Tuesday, April 4, 2023

Incredible Hubble image reveals Saturn's closely protected secret

 The secret has been sitting in plain sight since the first image of Saturn was captured by Voyager-1 in 1980. Forty years later we finally know that the rings of this gas giant are doing something unique to the planet. They are heating the planet's upper atmosphere. 



Scientists have used observations of Saturn by Voyager-1,2, the retired Cassini probe, and the Hubble space telescope to unravel the secrets of Saturn's picturesque rings. 

The heating up of the atmosphere by the rings is a unique phenomenon that has not been seen throughout the Solar System, which has several ringed planets. Scientists are hopeful that the new finding could provide a tool for predicting if planets around other stars have glorious Saturn-like ring systems. 

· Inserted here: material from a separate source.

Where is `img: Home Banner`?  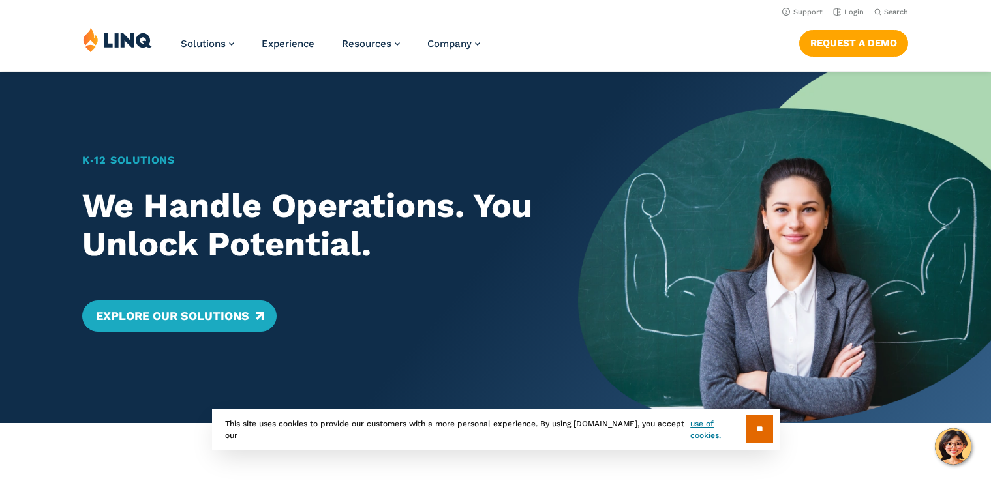
img: Home Banner is located at coordinates (784, 247).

Scientists noticed a bump in ultraviolet radiation, seen as a spectral line of hot hydrogen in Saturn's atmosphere indicating that something is contaminating and heating the upper atmosphere from the outside. The heating is speculated to be due to the icy ring particles raining down onto Saturn's atmosphere due to the impact of micrometeorites, and solar wind particle bombardment. 

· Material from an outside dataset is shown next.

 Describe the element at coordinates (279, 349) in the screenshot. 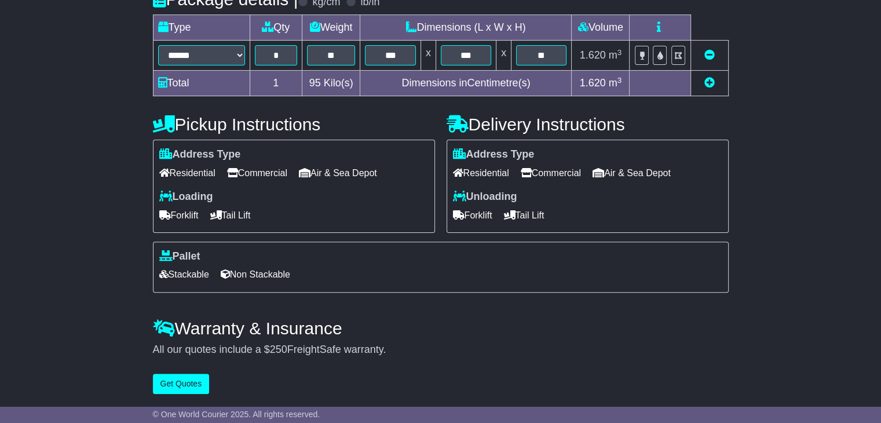

I see `span: 250` at that location.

Nasa said that this happens under the influence of Saturn's gravitational field pulling particles into the planet and when the  Cassini probe plunged into Saturn's atmosphere ending its mission, it measured the atmospheric constituents and confirmed that many particles are falling in from the rings.

"Though the slow disintegration of the rings is well known, its influence on the atomic hydrogen of the planet is a surprise. From the Cassini probe, we already knew about the rings' influence. However, we knew nothing about the atomic hydrogen content," said Lotfi Ben-Jaffe, lead author of the paper published in Planetary Science Journal.

The researchers went back to the Voyager mission and looked into the ultraviolet-light (UV) observations. They tracked the observations from four space missions that looked at Saturn. The key was to look at data from Hubble's Space Telescope Imaging Spectrograph (STIS). Lotfi compared the STIS UV observations of Saturn to the distribution of light from multiple space missions and instruments.

By bringing all the diverse data together and calibrating it, Ben-Jaffel found that there is no difference in the level of UV radiation.

"We are just at the beginning of this ring characterization effect on the upper atmosphere of a planet. We eventually want to have a global approach that would yield a real signature about the atmospheres on distant worlds. One of the goals of this study is to see how we can apply it to planets orbiting other stars. Call it the search for exo-rings," Ben-Jaffel added.